About this item
An unofficial addition to The History of Middle-earth series, The Nature of Middle-earth is the first-ever publication of J.R.R. Tolkien's final writings on Middle-earth.
About the Author
John Ronald Reuel Tolkien: writer, artist, scholar, linguist. Known to millions around the world as the author of , Tolkien spent most of his life teaching at the University of Oxford where he was a distinguished academic in the fields of Old and Middle English and Old Norse. His creativity, confined to his spare time, found its outlet in fantasy works, stories for children, poetry, illustration and invented languages and alphabets. Tolkien's most popular works, and are set in Middle-earth, an imagined world with strangely familiar settings inhabited by ancient and extraordinary peoples. Through this secondary world Tolkien writes perceptively of universal human concerns - love and loss, courage and betrayal, humility and pride - giving his books a wide and enduring appeal. Tolkien was an accomplished amateur artist who painted for pleasure and relaxation. He excelled at landscapes and often drew inspiration from his own stories. He illustrated many scenes from and , sometimes drawing or painting as he was writing in order to visualize the imagined scene more clearly. Tolkien was a professor at the Universities of Leeds and Oxford for almost forty years, teaching Old and Middle English, as well as Old Norse and Gothic. His illuminating lectures on works such as the Old English epic poem, , illustrate his deep knowledge of ancient languages and at the same time provide new insights into peoples and legends from a remote past. Tolkien was born in Bloemfontein, South Africa, in 1892 to English parents. He came to England aged three and was brought up in and around Birmingham. He graduated from the University of Oxford in 1915 and saw active service in France during the First World War before being invalided home. After the war he pursued an academic career teaching Old and Middle English. Alongside his professional work, he invented his own languages and began to create what he called a mythology for England; it was this 'legendarium' that he would work on throughout his life. But his literary work did not start and end with Middle-earth, he also wrote poetry, children's stories and fairy tales for adults. He died in 1973 and is buried in Oxford where he spent most of his adult life.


▸ **PROBLEM DETAILS**
Among the records, which lines hold the word "fast"? Pick them out.

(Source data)
+++++

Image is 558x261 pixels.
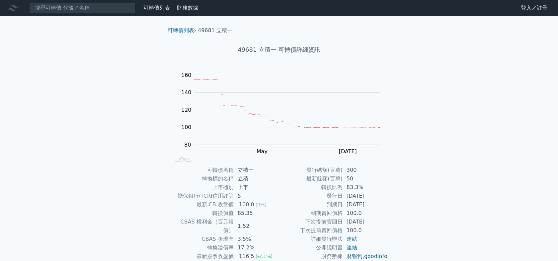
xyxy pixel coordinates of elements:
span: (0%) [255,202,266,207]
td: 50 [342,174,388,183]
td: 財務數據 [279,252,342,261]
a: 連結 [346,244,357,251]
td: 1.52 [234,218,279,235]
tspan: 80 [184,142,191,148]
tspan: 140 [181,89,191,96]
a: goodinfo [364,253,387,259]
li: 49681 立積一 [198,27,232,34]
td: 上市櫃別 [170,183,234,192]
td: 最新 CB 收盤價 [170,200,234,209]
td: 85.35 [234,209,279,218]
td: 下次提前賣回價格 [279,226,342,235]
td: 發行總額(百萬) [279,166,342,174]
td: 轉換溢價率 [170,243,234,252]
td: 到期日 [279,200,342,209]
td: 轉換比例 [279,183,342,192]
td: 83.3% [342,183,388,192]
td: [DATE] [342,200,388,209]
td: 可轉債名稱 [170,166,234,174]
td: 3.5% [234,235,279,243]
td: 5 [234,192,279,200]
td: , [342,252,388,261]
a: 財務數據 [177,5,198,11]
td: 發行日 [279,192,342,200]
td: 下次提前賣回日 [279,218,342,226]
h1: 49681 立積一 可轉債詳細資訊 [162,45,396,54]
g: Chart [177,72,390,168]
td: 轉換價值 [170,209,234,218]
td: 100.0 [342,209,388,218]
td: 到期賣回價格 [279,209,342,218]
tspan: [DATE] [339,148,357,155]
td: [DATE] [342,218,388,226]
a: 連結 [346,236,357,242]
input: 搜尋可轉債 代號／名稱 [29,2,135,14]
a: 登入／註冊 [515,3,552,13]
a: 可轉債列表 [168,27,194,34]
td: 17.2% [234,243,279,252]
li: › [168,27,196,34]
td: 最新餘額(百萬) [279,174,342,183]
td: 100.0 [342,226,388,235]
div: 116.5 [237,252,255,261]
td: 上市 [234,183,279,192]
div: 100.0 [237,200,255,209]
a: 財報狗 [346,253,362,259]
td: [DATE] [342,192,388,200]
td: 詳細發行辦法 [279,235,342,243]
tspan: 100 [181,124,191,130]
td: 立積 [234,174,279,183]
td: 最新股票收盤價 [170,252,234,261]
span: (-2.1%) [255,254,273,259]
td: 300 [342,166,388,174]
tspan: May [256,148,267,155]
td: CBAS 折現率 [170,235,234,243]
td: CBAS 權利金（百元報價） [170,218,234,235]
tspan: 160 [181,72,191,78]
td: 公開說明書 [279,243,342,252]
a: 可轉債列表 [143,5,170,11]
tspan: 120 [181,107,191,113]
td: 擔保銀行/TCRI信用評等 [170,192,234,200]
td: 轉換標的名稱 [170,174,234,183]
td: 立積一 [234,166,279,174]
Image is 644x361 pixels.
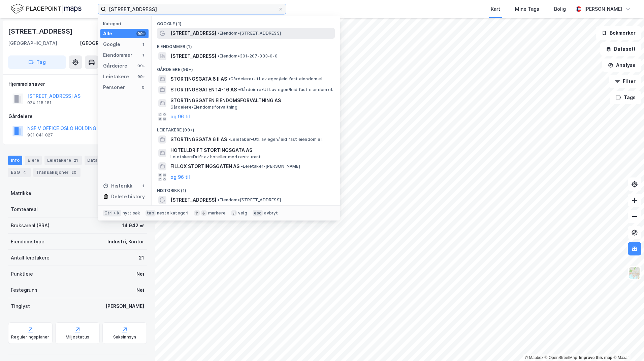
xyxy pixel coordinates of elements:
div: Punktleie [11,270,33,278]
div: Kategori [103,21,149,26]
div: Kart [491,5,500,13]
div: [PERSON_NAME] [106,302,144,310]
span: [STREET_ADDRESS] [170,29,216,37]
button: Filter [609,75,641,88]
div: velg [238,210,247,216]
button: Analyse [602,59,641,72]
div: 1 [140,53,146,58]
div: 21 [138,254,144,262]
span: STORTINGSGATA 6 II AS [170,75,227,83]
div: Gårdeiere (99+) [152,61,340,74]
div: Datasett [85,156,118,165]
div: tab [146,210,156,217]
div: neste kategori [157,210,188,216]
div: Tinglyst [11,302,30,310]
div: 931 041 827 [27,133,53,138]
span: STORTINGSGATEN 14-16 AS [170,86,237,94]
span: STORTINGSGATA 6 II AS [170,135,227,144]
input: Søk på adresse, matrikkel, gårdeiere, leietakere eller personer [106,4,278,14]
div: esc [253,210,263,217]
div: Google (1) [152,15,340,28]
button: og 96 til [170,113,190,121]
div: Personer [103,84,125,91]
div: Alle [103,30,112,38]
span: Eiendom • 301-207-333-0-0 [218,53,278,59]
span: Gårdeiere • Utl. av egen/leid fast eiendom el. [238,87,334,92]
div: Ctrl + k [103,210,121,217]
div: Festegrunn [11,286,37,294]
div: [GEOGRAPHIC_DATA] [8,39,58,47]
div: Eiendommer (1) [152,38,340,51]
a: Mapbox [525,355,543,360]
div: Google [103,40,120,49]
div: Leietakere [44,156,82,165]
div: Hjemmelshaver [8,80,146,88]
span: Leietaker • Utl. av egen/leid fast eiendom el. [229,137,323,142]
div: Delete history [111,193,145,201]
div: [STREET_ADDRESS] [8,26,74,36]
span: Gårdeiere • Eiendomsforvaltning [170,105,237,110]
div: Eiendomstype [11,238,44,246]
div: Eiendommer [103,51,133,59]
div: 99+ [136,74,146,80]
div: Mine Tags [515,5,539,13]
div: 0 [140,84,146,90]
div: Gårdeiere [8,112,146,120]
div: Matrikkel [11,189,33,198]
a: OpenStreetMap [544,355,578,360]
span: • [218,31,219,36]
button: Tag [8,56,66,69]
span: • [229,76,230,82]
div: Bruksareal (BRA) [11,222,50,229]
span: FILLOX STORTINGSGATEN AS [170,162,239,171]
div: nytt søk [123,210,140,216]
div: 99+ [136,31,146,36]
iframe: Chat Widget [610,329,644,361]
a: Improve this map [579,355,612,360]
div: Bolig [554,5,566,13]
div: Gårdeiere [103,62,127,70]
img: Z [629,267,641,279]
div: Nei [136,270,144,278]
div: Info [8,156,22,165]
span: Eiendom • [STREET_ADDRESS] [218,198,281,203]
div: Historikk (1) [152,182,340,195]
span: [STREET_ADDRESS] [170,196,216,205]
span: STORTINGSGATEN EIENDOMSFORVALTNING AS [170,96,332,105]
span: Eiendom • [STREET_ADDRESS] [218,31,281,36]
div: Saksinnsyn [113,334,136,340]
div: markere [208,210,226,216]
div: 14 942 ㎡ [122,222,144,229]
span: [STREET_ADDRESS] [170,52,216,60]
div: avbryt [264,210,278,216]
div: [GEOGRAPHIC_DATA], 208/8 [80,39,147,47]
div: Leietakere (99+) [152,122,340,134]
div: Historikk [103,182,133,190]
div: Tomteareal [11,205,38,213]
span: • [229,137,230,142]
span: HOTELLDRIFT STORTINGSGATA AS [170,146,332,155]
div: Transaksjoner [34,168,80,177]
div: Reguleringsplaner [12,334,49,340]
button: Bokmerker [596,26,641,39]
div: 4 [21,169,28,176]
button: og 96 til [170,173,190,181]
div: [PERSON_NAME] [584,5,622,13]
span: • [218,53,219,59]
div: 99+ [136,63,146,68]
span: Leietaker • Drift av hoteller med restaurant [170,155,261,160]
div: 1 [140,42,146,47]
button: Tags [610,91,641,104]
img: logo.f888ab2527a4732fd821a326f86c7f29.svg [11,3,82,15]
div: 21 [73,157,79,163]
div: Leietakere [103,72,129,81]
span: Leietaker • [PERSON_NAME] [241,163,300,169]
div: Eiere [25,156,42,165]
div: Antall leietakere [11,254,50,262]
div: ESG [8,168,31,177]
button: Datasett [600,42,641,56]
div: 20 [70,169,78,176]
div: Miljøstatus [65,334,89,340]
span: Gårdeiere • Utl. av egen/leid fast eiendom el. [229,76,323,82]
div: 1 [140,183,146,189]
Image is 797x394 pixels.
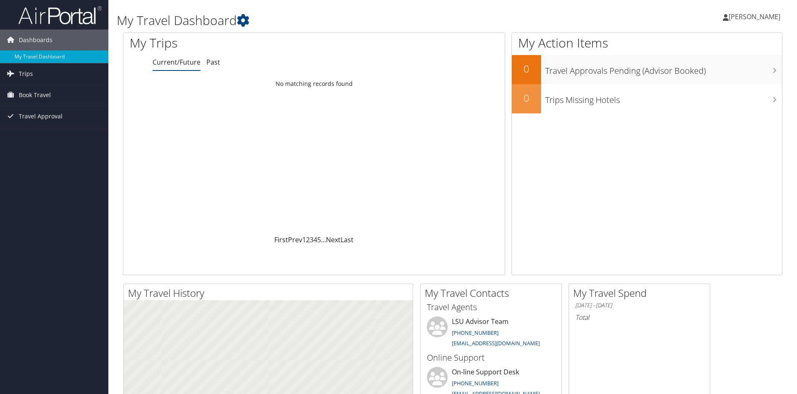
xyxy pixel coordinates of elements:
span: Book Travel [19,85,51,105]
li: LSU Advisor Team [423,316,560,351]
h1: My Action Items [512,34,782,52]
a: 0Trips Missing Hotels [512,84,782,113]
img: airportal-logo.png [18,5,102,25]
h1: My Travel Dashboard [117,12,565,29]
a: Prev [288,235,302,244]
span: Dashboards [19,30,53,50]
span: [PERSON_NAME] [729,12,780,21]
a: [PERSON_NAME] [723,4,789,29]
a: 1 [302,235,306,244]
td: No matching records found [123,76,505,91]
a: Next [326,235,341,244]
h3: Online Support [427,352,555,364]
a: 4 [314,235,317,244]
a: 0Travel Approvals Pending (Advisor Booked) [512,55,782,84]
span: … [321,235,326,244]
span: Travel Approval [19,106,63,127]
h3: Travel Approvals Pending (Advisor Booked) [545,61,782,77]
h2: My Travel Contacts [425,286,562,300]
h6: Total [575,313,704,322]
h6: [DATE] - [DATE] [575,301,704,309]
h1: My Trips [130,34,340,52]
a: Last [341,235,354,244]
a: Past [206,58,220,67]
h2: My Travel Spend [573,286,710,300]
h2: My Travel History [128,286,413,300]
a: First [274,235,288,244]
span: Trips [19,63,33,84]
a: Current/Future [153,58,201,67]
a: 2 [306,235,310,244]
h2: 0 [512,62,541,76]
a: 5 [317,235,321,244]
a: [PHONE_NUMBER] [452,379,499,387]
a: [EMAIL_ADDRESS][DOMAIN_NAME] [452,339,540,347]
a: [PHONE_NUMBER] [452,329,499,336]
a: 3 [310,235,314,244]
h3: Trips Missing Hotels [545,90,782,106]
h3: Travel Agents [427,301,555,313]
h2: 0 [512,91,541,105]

+++++

▸ **OUTPUT BELOW**
span: Gårdeiere • Utl. av egen/leid fast eiendom el. [238,87,334,92]
span: Leietaker • Utl. av egen/leid fast eiendom el. [229,137,323,142]
span: Gårdeiere • Utl. av egen/leid fast eiendom el. [229,76,323,82]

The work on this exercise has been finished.